One of the sharpest commentators on British politics lives at 10 Downing Street. A parody Twitter account of the cat Larry, the “Chief Mouser” at the British prime minister’s official residence, offers tweet-length wisdom on the foibles of the ruling elite.
On the elevation of the richie-rich Rishi Sunak as the latest PM, the person(s) behind the Twitter account had this to say:
Sunak’s staggering personal wealth and the fact that he has been chosen to lead the country not by the voting public but MPs of his Conservative Party makes his job all the more challenging. England is staring at a recession, inflation, a steep rise in gas prices because of Russia’s attack on Ukraine, and a possible increase in governmental austerity measures. The situation is ripe for a Ken Loach takedown.
The 86-year-old British director’s last film Sorry We Missed You, about the absurdity of the gig economy, was made in 2019. The Loach movie that speaks to the present is from 2016. It’s also one of his best films.
I, Daniel Blake, which is available on BookMyShow Stream, won the Cannes Film Festival’s highest award, the Palme d’Or. The win capped a long career of examining with clear-eyed honesty and unwavering perspicacity the challenges facing the British middle- and working classes.
The film’s titular hero is a recently unemployed joiner from Newcastle. Daniel (Dave Johns) is diagnosed with a medical problem. An error leads to Daniel being denied state assistance. Daniel embarks on a Kafakesque effort to remedy the situation. It includes one of his worst nightmares: computers.
When told that government services are now “digital by default”, Daniel retorts that he is “pencil by default”. Although the film is specific to England, Daniel’s struggles with computers, his frustration with red-tape and the overall precariousness of older members of the workforce have universal resonance.
Daniel’s plight is contrasted with Katie (Hayley Squire), a single mother with two children. Although Katie’s eventual journey is treated with a heavy hand, she has one of the film’s most wrenching sequences, which is set in a food bank.
“When you lose your self-respect, you are done for,” Daniel says. The film has been written by Paul Laverty, who has collaborated extensively with Loach. While Daniel’s one-man resistance produces brittle humour, Laverty and Loach never cheapen Daniel’s situation, and are always mindful of the shattering consequences of a socioeconomic order that privileges the few.
I, Daniel Blake is free of flourishes, coming straight to the point in Loach’s typically unvarnished, direct-cinema style. The film is suffused with empathy for the indignities forced upon ordinary people and anger at an insensitive government that hides behind paperwork. As the British media fills up with reports of skipped meals, lengthening queues outside food banks, and growing despair among even the middle class, Loach’s late-career masterpiece acquires the ring of prophecy.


Exercise: Are you able to quote each entry exactly as written?

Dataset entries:
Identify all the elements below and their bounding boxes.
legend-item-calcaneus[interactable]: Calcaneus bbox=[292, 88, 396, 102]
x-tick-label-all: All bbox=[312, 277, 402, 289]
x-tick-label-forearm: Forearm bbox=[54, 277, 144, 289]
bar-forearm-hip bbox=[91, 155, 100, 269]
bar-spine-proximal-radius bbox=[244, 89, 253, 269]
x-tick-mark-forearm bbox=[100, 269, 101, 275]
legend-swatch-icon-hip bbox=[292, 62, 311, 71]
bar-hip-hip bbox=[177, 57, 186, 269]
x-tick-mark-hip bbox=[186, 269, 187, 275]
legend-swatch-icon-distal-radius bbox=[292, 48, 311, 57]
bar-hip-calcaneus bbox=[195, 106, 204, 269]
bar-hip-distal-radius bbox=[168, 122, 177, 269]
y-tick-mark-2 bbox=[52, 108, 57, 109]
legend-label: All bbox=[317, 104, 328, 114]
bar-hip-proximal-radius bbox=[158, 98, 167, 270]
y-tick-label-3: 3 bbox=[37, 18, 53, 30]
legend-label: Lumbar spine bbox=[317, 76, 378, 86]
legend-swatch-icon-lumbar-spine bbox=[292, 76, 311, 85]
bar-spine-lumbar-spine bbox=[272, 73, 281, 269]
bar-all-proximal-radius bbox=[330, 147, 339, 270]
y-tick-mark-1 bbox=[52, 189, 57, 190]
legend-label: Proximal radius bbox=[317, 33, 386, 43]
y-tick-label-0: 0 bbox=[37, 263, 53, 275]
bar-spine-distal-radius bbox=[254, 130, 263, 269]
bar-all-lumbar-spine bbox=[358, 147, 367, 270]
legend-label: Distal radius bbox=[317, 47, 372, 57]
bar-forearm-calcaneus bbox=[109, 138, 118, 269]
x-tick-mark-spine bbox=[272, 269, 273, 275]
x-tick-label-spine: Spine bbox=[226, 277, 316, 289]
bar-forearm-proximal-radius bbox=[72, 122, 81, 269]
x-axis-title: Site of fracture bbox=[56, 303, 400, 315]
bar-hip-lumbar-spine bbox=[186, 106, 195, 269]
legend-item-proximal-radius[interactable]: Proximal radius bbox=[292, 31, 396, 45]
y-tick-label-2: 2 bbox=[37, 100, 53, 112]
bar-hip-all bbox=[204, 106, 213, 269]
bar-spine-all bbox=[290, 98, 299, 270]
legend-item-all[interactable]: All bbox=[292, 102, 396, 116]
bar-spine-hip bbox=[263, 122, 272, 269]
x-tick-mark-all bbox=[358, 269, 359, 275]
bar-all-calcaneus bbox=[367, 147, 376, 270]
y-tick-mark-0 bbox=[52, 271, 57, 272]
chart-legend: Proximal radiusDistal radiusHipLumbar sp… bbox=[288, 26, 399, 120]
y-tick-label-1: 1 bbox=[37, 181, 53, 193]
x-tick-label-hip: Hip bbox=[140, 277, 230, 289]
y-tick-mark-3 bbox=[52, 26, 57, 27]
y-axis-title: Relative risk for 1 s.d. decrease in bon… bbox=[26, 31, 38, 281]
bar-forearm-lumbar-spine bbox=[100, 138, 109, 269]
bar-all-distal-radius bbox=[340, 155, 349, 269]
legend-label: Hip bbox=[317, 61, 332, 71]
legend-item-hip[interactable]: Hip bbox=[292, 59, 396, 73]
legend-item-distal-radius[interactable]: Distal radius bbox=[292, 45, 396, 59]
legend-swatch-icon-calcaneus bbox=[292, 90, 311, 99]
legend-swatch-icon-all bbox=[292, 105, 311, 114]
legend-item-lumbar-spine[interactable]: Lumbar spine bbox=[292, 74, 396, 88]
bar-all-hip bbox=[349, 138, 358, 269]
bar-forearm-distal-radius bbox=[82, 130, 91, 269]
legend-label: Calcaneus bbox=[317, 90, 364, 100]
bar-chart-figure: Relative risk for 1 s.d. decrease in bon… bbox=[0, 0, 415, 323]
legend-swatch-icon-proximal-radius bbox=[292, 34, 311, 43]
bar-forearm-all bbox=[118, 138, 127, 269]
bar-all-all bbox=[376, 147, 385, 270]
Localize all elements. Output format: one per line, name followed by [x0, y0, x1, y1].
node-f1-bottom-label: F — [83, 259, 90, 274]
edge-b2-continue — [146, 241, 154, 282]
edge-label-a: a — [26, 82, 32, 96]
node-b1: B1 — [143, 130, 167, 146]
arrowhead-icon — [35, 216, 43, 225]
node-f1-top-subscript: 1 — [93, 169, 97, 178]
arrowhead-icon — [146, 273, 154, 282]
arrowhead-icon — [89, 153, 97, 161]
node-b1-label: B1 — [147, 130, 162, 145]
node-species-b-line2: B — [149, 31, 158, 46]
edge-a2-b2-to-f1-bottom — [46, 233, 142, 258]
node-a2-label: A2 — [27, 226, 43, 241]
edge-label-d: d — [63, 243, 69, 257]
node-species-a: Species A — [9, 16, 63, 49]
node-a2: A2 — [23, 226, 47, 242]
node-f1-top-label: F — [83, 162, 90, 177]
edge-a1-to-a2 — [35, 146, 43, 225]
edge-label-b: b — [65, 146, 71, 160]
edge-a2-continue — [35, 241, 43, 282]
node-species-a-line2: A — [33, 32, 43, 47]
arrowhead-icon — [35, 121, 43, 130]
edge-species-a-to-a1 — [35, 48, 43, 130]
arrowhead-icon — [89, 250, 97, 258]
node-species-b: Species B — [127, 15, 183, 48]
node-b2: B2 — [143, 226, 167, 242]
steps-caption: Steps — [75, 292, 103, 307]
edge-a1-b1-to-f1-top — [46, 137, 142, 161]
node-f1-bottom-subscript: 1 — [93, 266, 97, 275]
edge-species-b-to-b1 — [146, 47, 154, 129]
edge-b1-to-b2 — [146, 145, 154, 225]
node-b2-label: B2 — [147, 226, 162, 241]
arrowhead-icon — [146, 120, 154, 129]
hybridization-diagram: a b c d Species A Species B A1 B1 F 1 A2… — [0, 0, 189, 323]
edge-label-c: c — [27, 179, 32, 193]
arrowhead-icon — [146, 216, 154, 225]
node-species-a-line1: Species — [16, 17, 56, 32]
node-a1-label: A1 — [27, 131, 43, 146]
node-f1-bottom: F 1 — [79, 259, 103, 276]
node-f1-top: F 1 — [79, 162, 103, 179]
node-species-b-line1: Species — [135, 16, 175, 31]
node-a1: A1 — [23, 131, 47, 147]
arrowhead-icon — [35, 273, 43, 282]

Result of this task:
Identify all the elements below and their bounding boxes.
legend-item-calcaneus[interactable]: Calcaneus bbox=[292, 88, 396, 102]
x-tick-label-all: All bbox=[312, 277, 402, 289]
x-tick-label-forearm: Forearm bbox=[54, 277, 144, 289]
bar-forearm-hip bbox=[91, 155, 100, 269]
bar-spine-proximal-radius bbox=[244, 89, 253, 269]
x-tick-mark-forearm bbox=[100, 269, 101, 275]
legend-swatch-icon-hip bbox=[292, 62, 311, 71]
bar-hip-hip bbox=[177, 57, 186, 269]
x-tick-mark-hip bbox=[186, 269, 187, 275]
legend-swatch-icon-distal-radius bbox=[292, 48, 311, 57]
bar-hip-calcaneus bbox=[195, 106, 204, 269]
bar-hip-distal-radius bbox=[168, 122, 177, 269]
y-tick-mark-2 bbox=[52, 108, 57, 109]
legend-label: All bbox=[317, 104, 328, 114]
bar-hip-proximal-radius bbox=[158, 98, 167, 270]
y-tick-label-3: 3 bbox=[37, 18, 53, 30]
legend-label: Lumbar spine bbox=[317, 76, 378, 86]
legend-swatch-icon-lumbar-spine bbox=[292, 76, 311, 85]
bar-spine-lumbar-spine bbox=[272, 73, 281, 269]
bar-all-proximal-radius bbox=[330, 147, 339, 270]
y-tick-mark-1 bbox=[52, 189, 57, 190]
legend-label: Proximal radius bbox=[317, 33, 386, 43]
y-tick-label-0: 0 bbox=[37, 263, 53, 275]
bar-spine-distal-radius bbox=[254, 130, 263, 269]
bar-all-lumbar-spine bbox=[358, 147, 367, 270]
legend-label: Distal radius bbox=[317, 47, 372, 57]
bar-forearm-calcaneus bbox=[109, 138, 118, 269]
x-tick-mark-spine bbox=[272, 269, 273, 275]
x-tick-label-spine: Spine bbox=[226, 277, 316, 289]
bar-forearm-proximal-radius bbox=[72, 122, 81, 269]
x-axis-title: Site of fracture bbox=[56, 303, 400, 315]
bar-hip-lumbar-spine bbox=[186, 106, 195, 269]
legend-item-proximal-radius[interactable]: Proximal radius bbox=[292, 31, 396, 45]
y-tick-label-2: 2 bbox=[37, 100, 53, 112]
bar-hip-all bbox=[204, 106, 213, 269]
bar-spine-all bbox=[290, 98, 299, 270]
legend-item-all[interactable]: All bbox=[292, 102, 396, 116]
bar-spine-hip bbox=[263, 122, 272, 269]
x-tick-mark-all bbox=[358, 269, 359, 275]
bar-all-calcaneus bbox=[367, 147, 376, 270]
y-tick-mark-0 bbox=[52, 271, 57, 272]
chart-legend: Proximal radiusDistal radiusHipLumbar sp… bbox=[288, 26, 399, 120]
y-tick-label-1: 1 bbox=[37, 181, 53, 193]
x-tick-label-hip: Hip bbox=[140, 277, 230, 289]
y-tick-mark-3 bbox=[52, 26, 57, 27]
y-axis-title: Relative risk for 1 s.d. decrease in bon… bbox=[26, 31, 38, 281]
bar-forearm-lumbar-spine bbox=[100, 138, 109, 269]
bar-all-distal-radius bbox=[340, 155, 349, 269]
legend-label: Hip bbox=[317, 61, 332, 71]
legend-item-hip[interactable]: Hip bbox=[292, 59, 396, 73]
legend-item-distal-radius[interactable]: Distal radius bbox=[292, 45, 396, 59]
legend-swatch-icon-calcaneus bbox=[292, 90, 311, 99]
legend-swatch-icon-all bbox=[292, 105, 311, 114]
legend-item-lumbar-spine[interactable]: Lumbar spine bbox=[292, 74, 396, 88]
bar-all-hip bbox=[349, 138, 358, 269]
bar-forearm-distal-radius bbox=[82, 130, 91, 269]
legend-label: Calcaneus bbox=[317, 90, 364, 100]
bar-chart-figure: Relative risk for 1 s.d. decrease in bon… bbox=[0, 0, 415, 323]
legend-swatch-icon-proximal-radius bbox=[292, 34, 311, 43]
bar-forearm-all bbox=[118, 138, 127, 269]
bar-all-all bbox=[376, 147, 385, 270]
Localize all elements. Output format: one per line, name followed by [x0, y0, x1, y1].
node-f1-bottom-label: F — [83, 259, 90, 274]
edge-b2-continue — [146, 241, 154, 282]
edge-label-a: a — [26, 82, 32, 96]
node-b1: B1 — [143, 130, 167, 146]
arrowhead-icon — [35, 216, 43, 225]
node-f1-top-subscript: 1 — [93, 169, 97, 178]
arrowhead-icon — [146, 273, 154, 282]
arrowhead-icon — [89, 153, 97, 161]
node-b1-label: B1 — [147, 130, 162, 145]
node-species-b-line2: B — [149, 31, 158, 46]
edge-a2-b2-to-f1-bottom — [46, 233, 142, 258]
node-a2-label: A2 — [27, 226, 43, 241]
edge-label-d: d — [63, 243, 69, 257]
node-species-a: Species A — [9, 16, 63, 49]
node-a2: A2 — [23, 226, 47, 242]
node-f1-top-label: F — [83, 162, 90, 177]
edge-a1-to-a2 — [35, 146, 43, 225]
edge-label-b: b — [65, 146, 71, 160]
edge-a2-continue — [35, 241, 43, 282]
node-species-a-line2: A — [33, 32, 43, 47]
arrowhead-icon — [35, 121, 43, 130]
edge-species-a-to-a1 — [35, 48, 43, 130]
arrowhead-icon — [89, 250, 97, 258]
node-species-b: Species B — [127, 15, 183, 48]
node-b2: B2 — [143, 226, 167, 242]
steps-caption: Steps — [75, 292, 103, 307]
edge-a1-b1-to-f1-top — [46, 137, 142, 161]
node-f1-bottom-subscript: 1 — [93, 266, 97, 275]
edge-species-b-to-b1 — [146, 47, 154, 129]
edge-b1-to-b2 — [146, 145, 154, 225]
node-b2-label: B2 — [147, 226, 162, 241]
arrowhead-icon — [146, 120, 154, 129]
hybridization-diagram: a b c d Species A Species B A1 B1 F 1 A2… — [0, 0, 189, 323]
edge-label-c: c — [27, 179, 32, 193]
arrowhead-icon — [146, 216, 154, 225]
node-species-a-line1: Species — [16, 17, 56, 32]
node-a1-label: A1 — [27, 131, 43, 146]
node-f1-bottom: F 1 — [79, 259, 103, 276]
node-f1-top: F 1 — [79, 162, 103, 179]
node-species-b-line1: Species — [135, 16, 175, 31]
node-a1: A1 — [23, 131, 47, 147]
arrowhead-icon — [35, 273, 43, 282]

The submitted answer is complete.